Peake, Arthur Samuel (1865-1929)

Professor A S Peake, c1904
Englesea Brook Museum 10.04
Prof Arthur S Peake, Manchester, c1904
Englesea Brook Museum 10.04

Early life

Born at Leek, in Staffordshire, on 24 November 1865. His father Samuel Peake was a Primitive Methodist minister, which meant constant moves. Arthur went to Ludlow Grammar School, and the King Henry VIII School in Coventry, from which he won a scholarship to St John’s College, Oxford.

Arriving in Oxford in 1883, he studied classics for two years, before changing to theology, in which he excelled, winning a first class degree and a further scholarship.  At this time his intention was to be ordained into the Church of England, but this was not to be.

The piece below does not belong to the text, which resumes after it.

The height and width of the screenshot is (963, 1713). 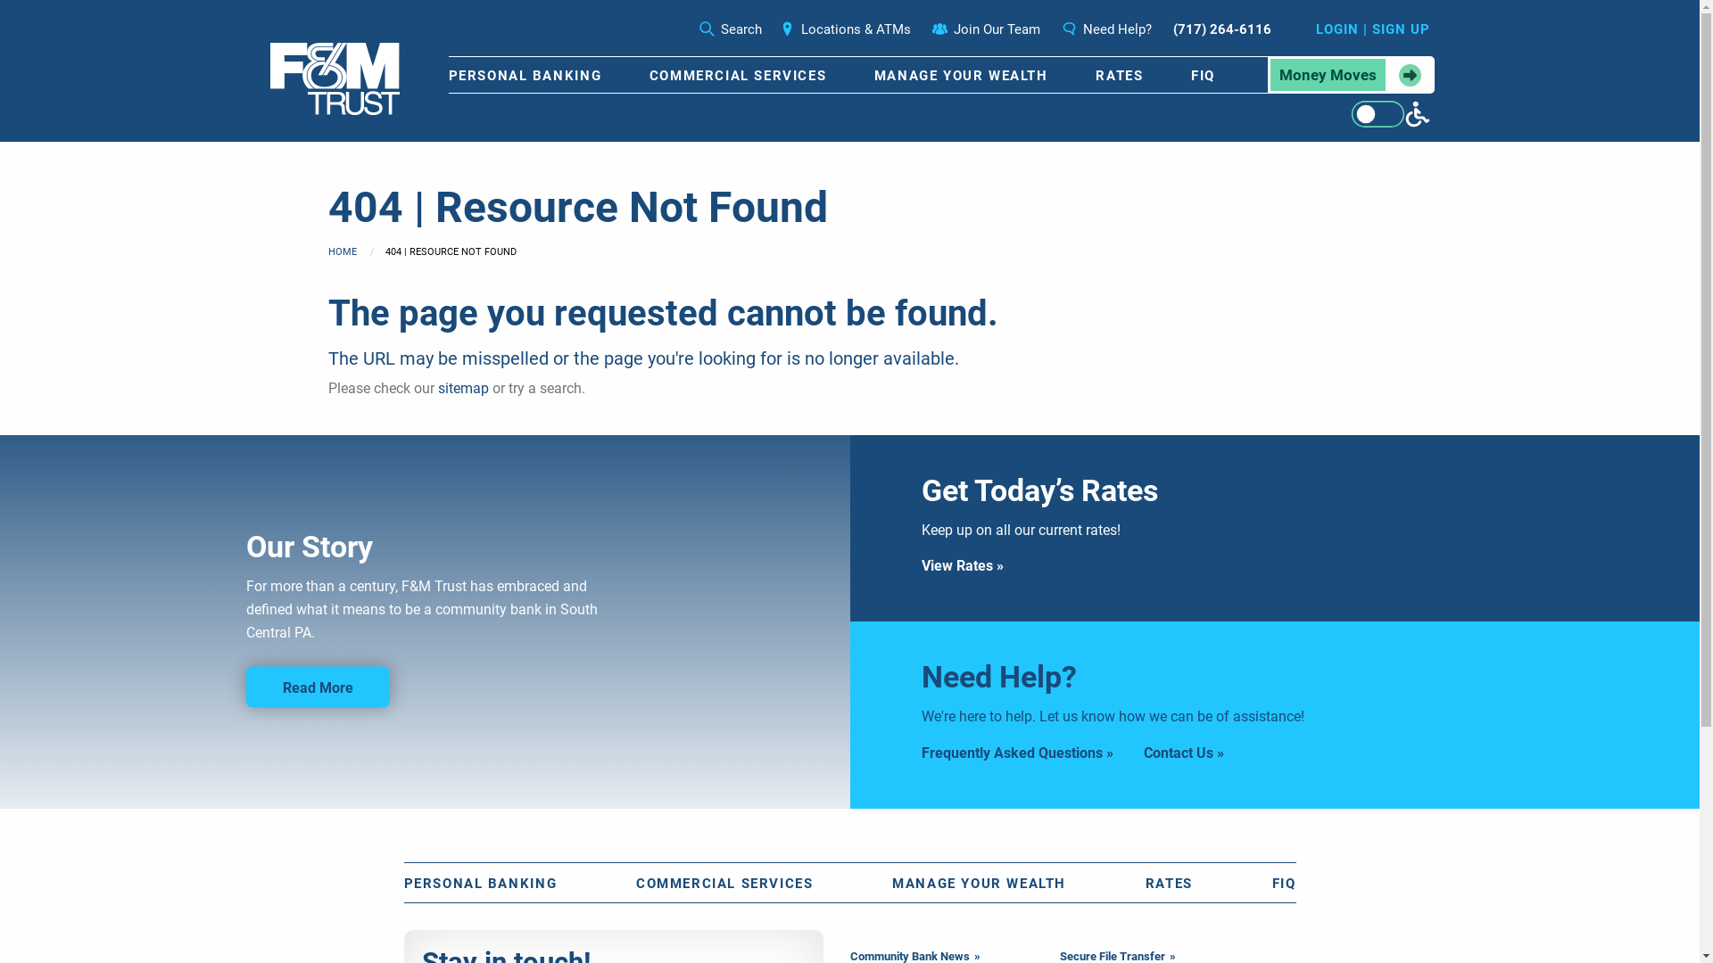 What do you see at coordinates (724, 883) in the screenshot?
I see `COMMERCIAL SERVICES` at bounding box center [724, 883].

In 1890 he accepted a lectureship at Mansfield College, Oxford and was elected to a Theological Fellowship at Merton College.

Hartley College

He was to become Primitive Methodism’s greatest scholar, when William Hartley persuaded him in 1892 to become a tutor at the PM Theological Institute in Manchester (renamed Hartley College in 1906), where he remained for the rest of his life. He shaped the lives of all the PM ministers who trained at Hartley, by broadening the curriculum, and raising standards, and would never be forgotten by them.

He also became the first holder of the Rylands Chair of Biblical Criticism and Exegesis in the University of Manchester, from its establishment as an independent institution in 1904. This made him the first non-Anglican to become a professor of divinity in an English university.

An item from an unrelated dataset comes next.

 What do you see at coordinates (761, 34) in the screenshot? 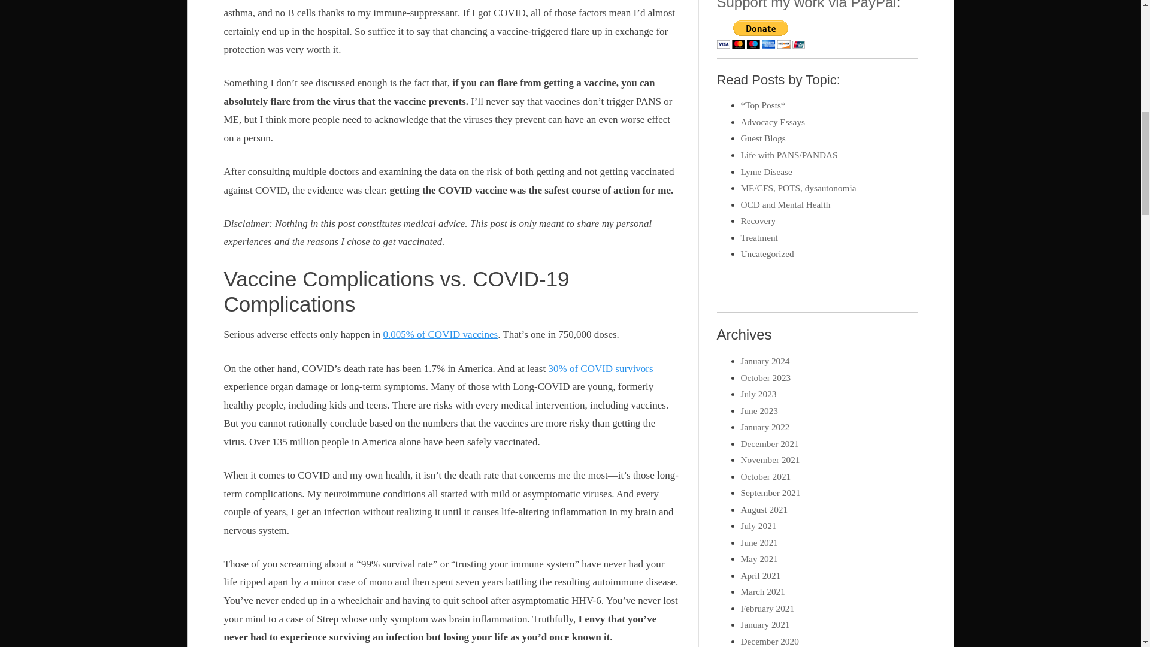
I see `PayPal - The safer, easier way to pay online!` at bounding box center [761, 34].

He remained a layman, but played a vital part in enabling PM ministers and others to accept critical biblical scholarship without losing their faith.

Church unity

Peake was also a great supporter of church unity. He was one of the PM representatives on the Methodist Union Committee from 1918, one of six Free Church representatives at meetings with the Anglicans from 1922-1925, and was a member of the World Conference on Faith and Order, which met in Lausanne in 1927.

Publications

He is perhaps best remembered for his one volume commentary on the Bible, which was published in 1919. He also wrote commentaries on Hebrews (1902), Colossians (1903), Job (1905), Jeremiah (1910), Lamentations (1912), and Revelation (1919).

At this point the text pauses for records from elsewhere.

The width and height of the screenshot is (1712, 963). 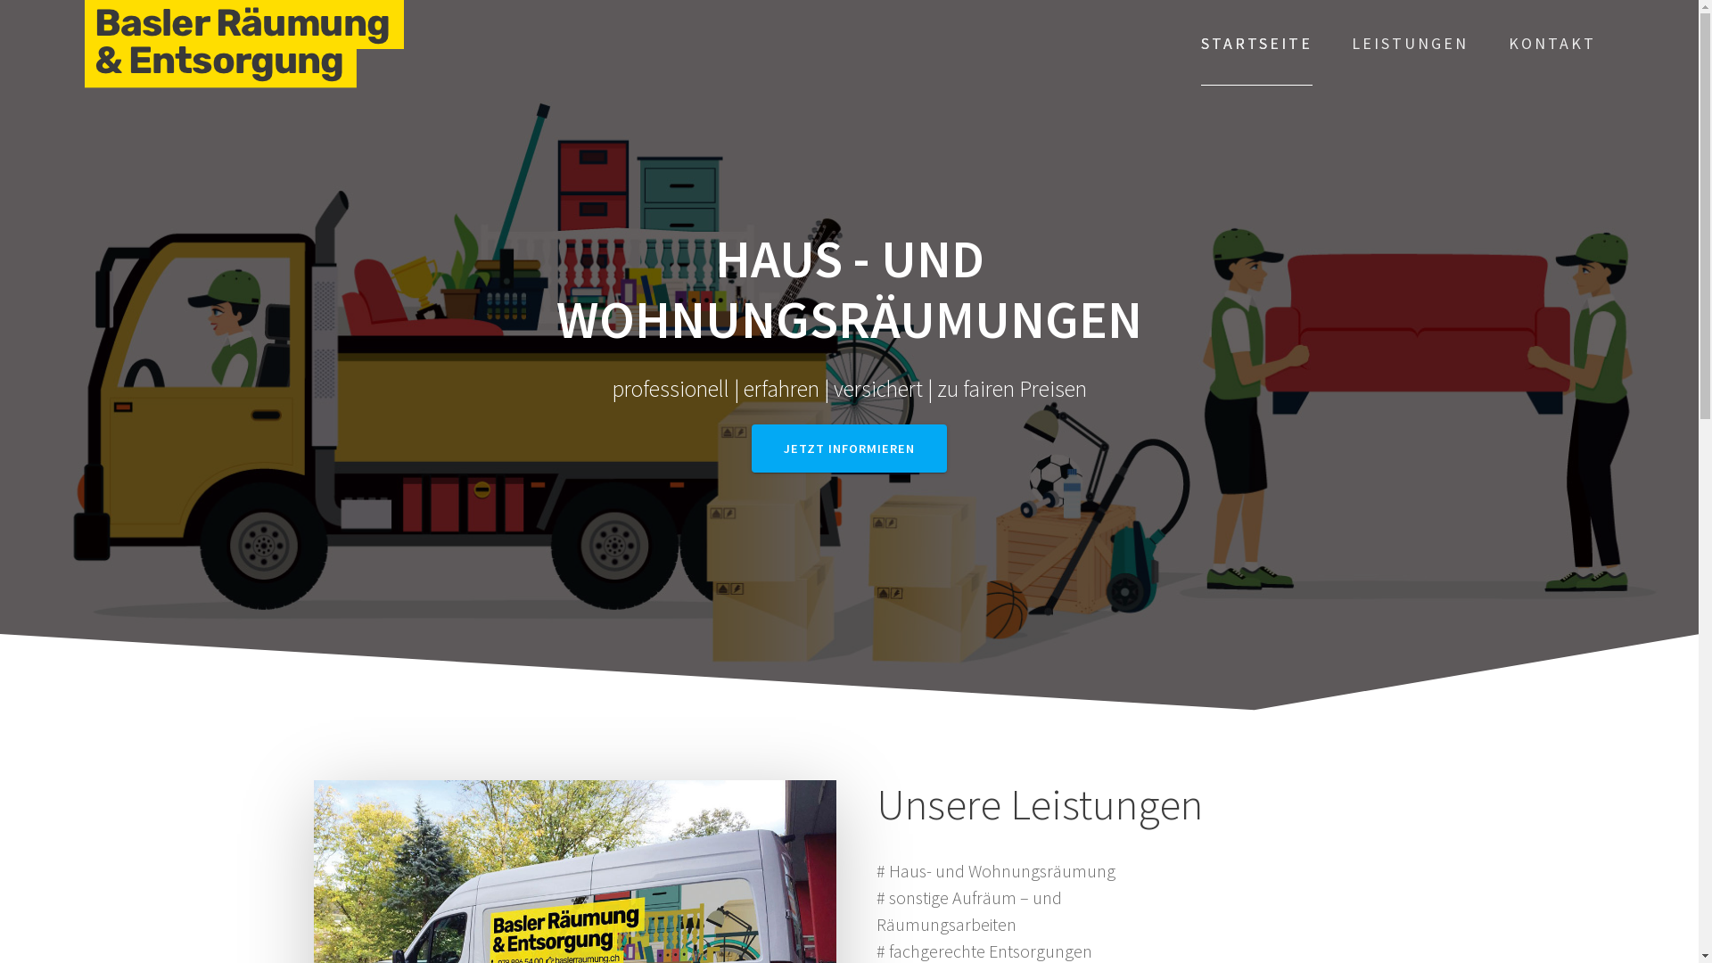 I want to click on KONTAKT, so click(x=1552, y=44).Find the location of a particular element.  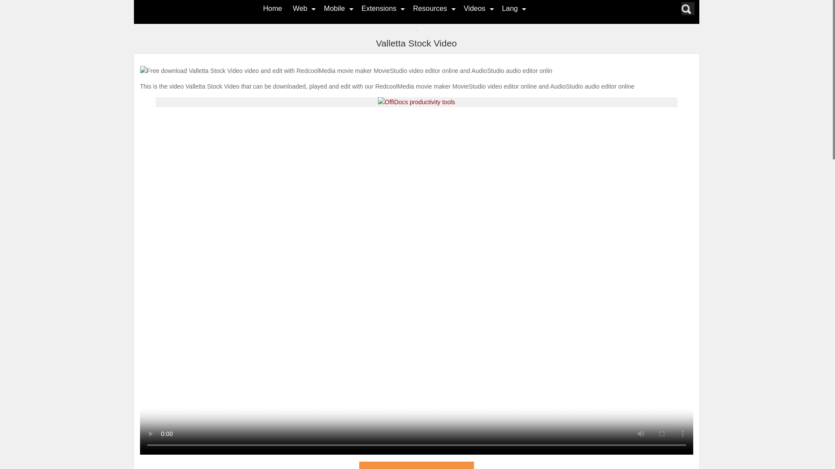

Extensions is located at coordinates (378, 8).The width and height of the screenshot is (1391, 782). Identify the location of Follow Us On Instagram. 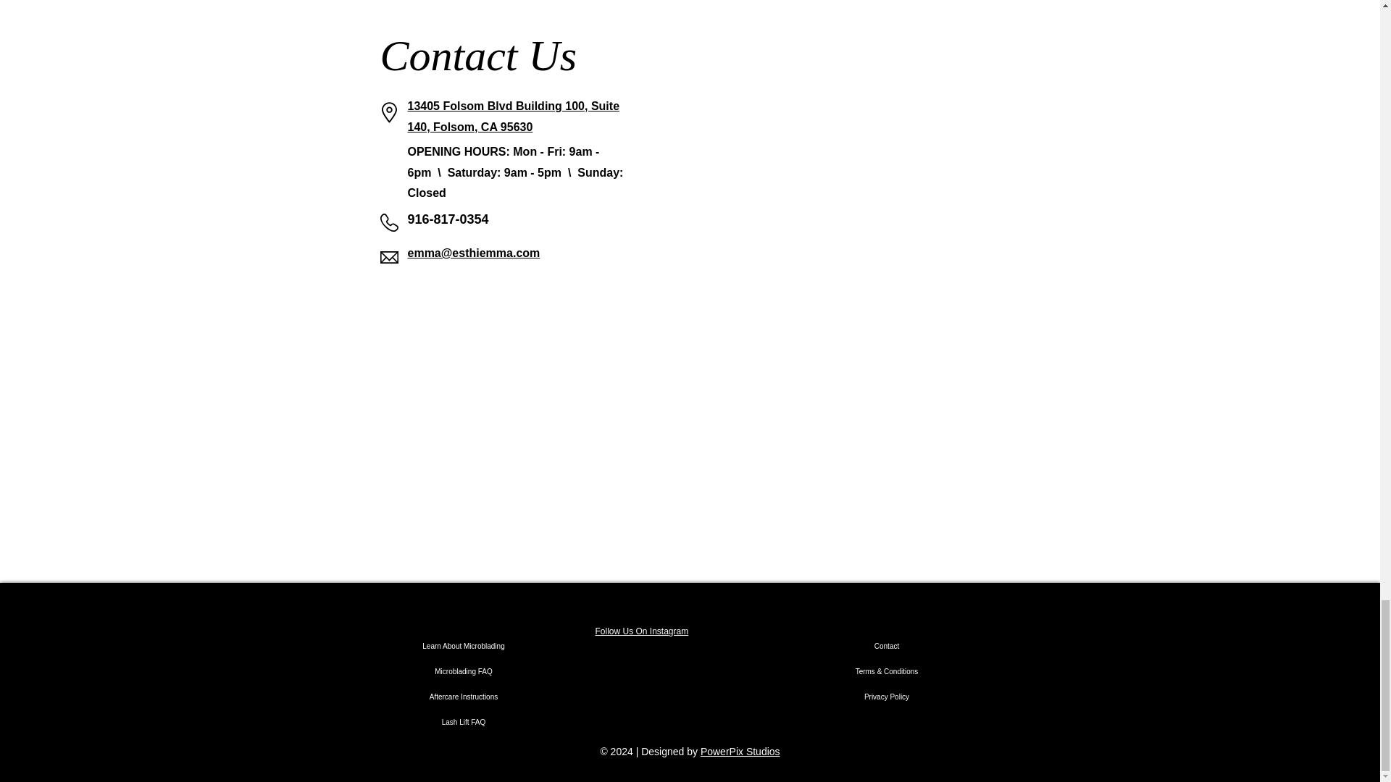
(642, 632).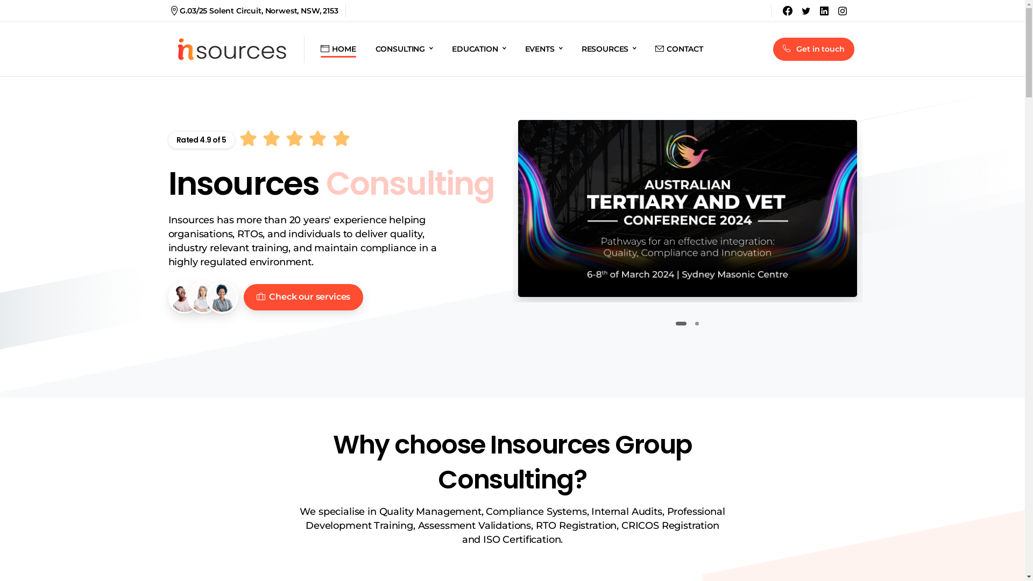  I want to click on HOME, so click(338, 49).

Other publications include

A Guide to Biblical Study (1897)
The Problem of Suffering in the Old Testament (1904)
The Religion of Israel (1908)
A Critical Introduction to the New Testament (1909)
Heroes and Martyrs of Faith (1910)
The Bible: its Origin, its Significance, and its Abiding Worth (1913)
A Commentary on the Bible (1919)
Life of Sir William Hartley (1926)
The Servant of Yahweh: lectures given at London and Manchester, 1904-26 (1931)

References

A S Peake (ed W F Howard), Recollections and Appreciations (1938)
Leslie Sillman Peake, Arthur Samuel Peake: a memoir (1930)
John A Vickers (ed), A Dictionary of Methodism in Britain and Ireland (2000)
John T Wilkinson, Arthur Samuel Peake, 1865-1929 (1958)

Comments about this page

  • Arthur Peake figures largely in the 2017 book “Change and Decay: Primitive Methodism from late Victorian times till World War 1”, which explores his role and influence in bringing about significant changes in the denomination.